N_Fiddledog N_Fiddledog:
What did I miss?
The facts.
$1:
Written mostly on parchment and partly on papyrus, the scrolls number about 900 manuscripts in all and mouldered undisturbed for roughly 20 centuries until their accidental discovery in 1947 by a young Bedouin Arab.
The timing of the find all but coincided with the establishment of Israel as an independent state and struck a deeply resonant chord among Jews, for the scrolls themselves, as well as their content and their origins, seemed to confirm an ancient Jewish bond with the Holy Land, reaching back to the destruction of the second Jewish temple in 70 AD – and beyond.
"The discovery of the Dead Sea Scrolls represents a turning point in the study of the history of the Jewish people in ancient times," explains a passage of text on the website of the Israel Museum, which nowadays provides a permanent home for the scrolls, "for never before has such a literary treasure of such magnitude come to light."
The caves containing the scrolls were located near Qumran, in what is now the Palestinian West Bank.
Beginning in 1947, and for nearly a decade, experts from the Rockefeller Museum in East Jerusalem, the Jordanian Department of Antiquities, and the École biblique et archéologique française excavated the caves and salvaged the scrolls, only a few of which were found whole. The rest were scattered into thousands of fragments.
Written mainly in Hebrew, and partly in Aramaic and Greek, the scrolls include about 200 copies of portions of the Jewish Bible.
At first, the scrolls were housed in the Rockefeller Museum in East Jerusalem, which was under Jordanian control at the time.
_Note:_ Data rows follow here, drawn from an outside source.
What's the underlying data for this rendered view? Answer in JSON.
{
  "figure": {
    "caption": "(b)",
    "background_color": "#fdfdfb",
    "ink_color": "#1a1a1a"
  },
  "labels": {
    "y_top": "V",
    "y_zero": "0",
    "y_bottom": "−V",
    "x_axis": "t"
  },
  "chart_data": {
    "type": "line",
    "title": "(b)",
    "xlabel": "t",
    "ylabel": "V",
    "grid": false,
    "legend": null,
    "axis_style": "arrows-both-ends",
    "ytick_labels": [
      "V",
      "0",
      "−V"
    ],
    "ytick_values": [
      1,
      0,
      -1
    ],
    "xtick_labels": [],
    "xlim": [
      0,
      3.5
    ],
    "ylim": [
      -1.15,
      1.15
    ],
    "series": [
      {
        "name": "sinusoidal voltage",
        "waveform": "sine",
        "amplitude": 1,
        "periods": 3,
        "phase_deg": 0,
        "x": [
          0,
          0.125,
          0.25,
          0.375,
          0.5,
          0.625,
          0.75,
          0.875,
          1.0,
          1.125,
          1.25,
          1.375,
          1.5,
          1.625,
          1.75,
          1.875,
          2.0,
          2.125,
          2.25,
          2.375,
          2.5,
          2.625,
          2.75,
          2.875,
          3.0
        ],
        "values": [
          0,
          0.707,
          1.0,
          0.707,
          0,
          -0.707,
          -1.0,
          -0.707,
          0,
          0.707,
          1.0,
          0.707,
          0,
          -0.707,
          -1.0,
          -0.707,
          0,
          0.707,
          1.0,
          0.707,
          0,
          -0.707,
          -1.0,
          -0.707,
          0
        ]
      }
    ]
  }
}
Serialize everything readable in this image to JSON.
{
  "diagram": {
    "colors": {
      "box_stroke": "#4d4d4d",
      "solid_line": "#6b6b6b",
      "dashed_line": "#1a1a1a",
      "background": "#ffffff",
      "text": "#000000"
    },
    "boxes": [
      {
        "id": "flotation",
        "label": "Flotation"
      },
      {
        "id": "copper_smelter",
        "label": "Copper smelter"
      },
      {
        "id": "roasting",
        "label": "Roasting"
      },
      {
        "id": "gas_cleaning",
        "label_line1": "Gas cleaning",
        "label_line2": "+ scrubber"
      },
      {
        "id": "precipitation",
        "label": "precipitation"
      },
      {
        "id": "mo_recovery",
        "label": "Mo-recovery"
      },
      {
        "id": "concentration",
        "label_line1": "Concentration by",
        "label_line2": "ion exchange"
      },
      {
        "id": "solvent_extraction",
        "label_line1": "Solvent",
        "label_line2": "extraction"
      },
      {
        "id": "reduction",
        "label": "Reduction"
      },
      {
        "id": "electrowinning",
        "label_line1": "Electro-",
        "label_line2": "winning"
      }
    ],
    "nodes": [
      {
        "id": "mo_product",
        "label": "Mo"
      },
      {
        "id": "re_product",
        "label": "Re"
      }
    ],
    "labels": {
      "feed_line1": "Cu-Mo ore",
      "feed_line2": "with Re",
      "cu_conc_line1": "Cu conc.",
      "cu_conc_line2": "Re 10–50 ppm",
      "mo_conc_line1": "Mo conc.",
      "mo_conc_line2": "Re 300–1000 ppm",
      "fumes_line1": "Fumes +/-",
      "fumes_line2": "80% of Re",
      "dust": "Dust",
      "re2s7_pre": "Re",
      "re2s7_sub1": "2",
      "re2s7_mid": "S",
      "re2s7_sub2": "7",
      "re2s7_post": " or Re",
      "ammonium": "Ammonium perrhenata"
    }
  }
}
After the 1967 Six Day War, however, Israel unilaterally absorbed the eastern sections of the city, an act most Western nations – including Canada – regard as illegal under international law. The Israelis removed the scrolls from East Jerusalem and took them to the western city, where they remain.
According to Shor at the Israel Antiquities Authority, portions of the scrolls frequently have been put on display in other countries – including the United States, Britain, Switzerland, Germany, and Australia – over the past 10 years or so.
Plundered art treasure should go back to their rightful owners, a precedent well established.